I was especially fascinated with the little candles on the tops of the wine barrels. Each spiral represents how many hours are left before there is no more oxygen!
The tour proceeded at a leisurely pace and we got to know our guide. A recent college graduate with a business degree, he now travels to different vineyards to learn the wine-making craft. Our visit day coincided with their last day of harvest. The next day he would begin assisting with the fermentation process. He described gearing up for long days of hard, physical work. “I love it,” he said.
Before we headed back to the tasting room for our final sample, we visit the champagne room. The decor theme seemed to be “mannequin heads.” They were kind of everywhere.
The room reminded me of a recent visit to the Turf Club‘s Clown Lounge in St. Paul, Minnesota, where the bartender used the description “creepy classy.” This also applies here. Mostly, it was fun, though.
We felt spent after one tasting. I couldn’t imagine going on more than a couple in single day. One article I ran across discusses how to visit 10 Sonoma wineries in one day! After experiencing one, this sounds like a wild, hilarious dream. You would need to join one of those bus tours, utilize spit buckets, or eat a lot more giant breakfast sandwiches between tastings.
Our barrel tour tasting tickets cost $40 each. This was more than we initially planned to spend. Since it was the only tour/tasting we pursued that day and allowed us to join a tour without a prior RSVP, we rolled with it.
Is it one of the best or most elite wineries in Sonoma? Who knows! What matters most is that looking back on our trip, the winery tour stands out as being one of our favorite experiences of the trip, simply because we had so much fun.

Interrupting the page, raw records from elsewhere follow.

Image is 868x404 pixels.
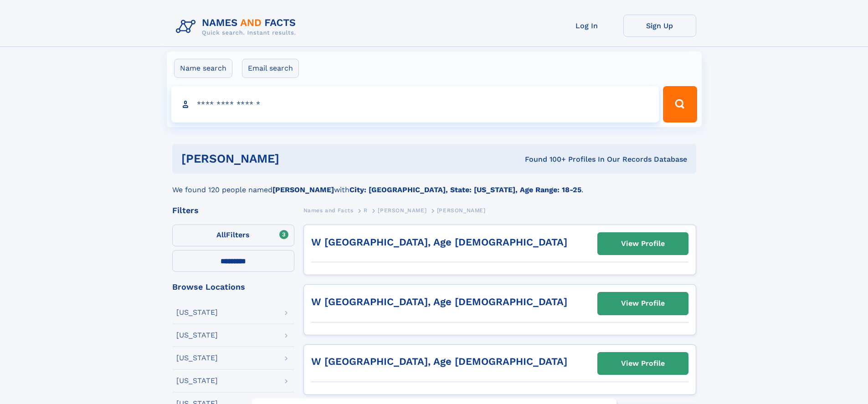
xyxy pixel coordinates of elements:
[177,308,218,316] div: [US_STATE]
[550,14,624,37] a: Log In
[621,233,665,254] div: View Profile
[311,356,567,367] a: W [GEOGRAPHIC_DATA], Age [DEMOGRAPHIC_DATA]
[436,207,485,214] span: [PERSON_NAME]
[624,14,696,37] a: Sign Up
[177,377,218,385] div: [US_STATE]
[598,352,688,374] a: View Profile
[311,296,567,308] a: W [GEOGRAPHIC_DATA], Age [DEMOGRAPHIC_DATA]
[621,293,665,314] div: View Profile
[364,207,368,214] span: R
[172,14,304,39] img: Logo Names and Facts
[172,224,294,246] label: Filters
[181,153,402,164] h1: [PERSON_NAME]
[304,204,353,216] a: Names and Facts
[598,292,688,314] a: View Profile
[663,86,696,122] button: Search Button
[377,204,426,216] a: [PERSON_NAME]
[172,174,696,196] div: We found 120 people named with .
[171,86,659,122] input: search input
[311,237,567,247] a: W [GEOGRAPHIC_DATA], Age [DEMOGRAPHIC_DATA]
[172,283,294,291] div: Browse Locations
[174,59,232,78] label: Name search
[177,331,218,339] div: [US_STATE]
[402,155,687,164] div: Found 100+ Profiles In Our Records Database
[364,204,368,216] a: R
[177,354,218,362] div: [US_STATE]
[242,59,299,78] label: Email search
[349,185,582,194] b: City: [GEOGRAPHIC_DATA], State: [US_STATE], Age Range: 18-25
[172,206,294,215] div: Filters
[598,233,688,255] a: View Profile
[621,353,665,374] div: View Profile
[217,230,226,239] span: All
[272,185,334,194] b: [PERSON_NAME]
[377,207,426,214] span: [PERSON_NAME]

Coming Up Next: Taking a break from the California series to share things we tasted at the Minnesota State Fair 2016.
Great post. I too am clueless as to a cheap or expensive wine. I simply love to taste. The trip sounds fun & what a story about the count. $40 well spent!
Awesome! I haven’t been to sonoma, but would love to, good to remember that it doesn’t need to be the fanciest to have fun!
A few years back, I did a bus tour by myself of Napa/Sonoma and it was one of my most favorite things I have ever done- I hope to revisit with my husband some day!!
It’s funny you mention not being able to distinguish between cheap/expensive wine…Couldn’t agree more.
In college, Dusty and I worked/lived at a B & B in our town and they hosted a community ed wine tasting class. This was attended by some wine snobs and the best part of the class is the blind taste testing- all bottles were poured from a bottle in a brown bag then revealed once we all rated the wines…The wine snobs, and the rest of the class, always preferred the cheaper wines the most!!
Loving this series.
The Real Person!
That sounds really amazing! Did you have a favorite winery? The blind taste testing sounds fascinating! I have always heard that most people can’t tell the difference either – or that expensive wines aren’t necessarily better.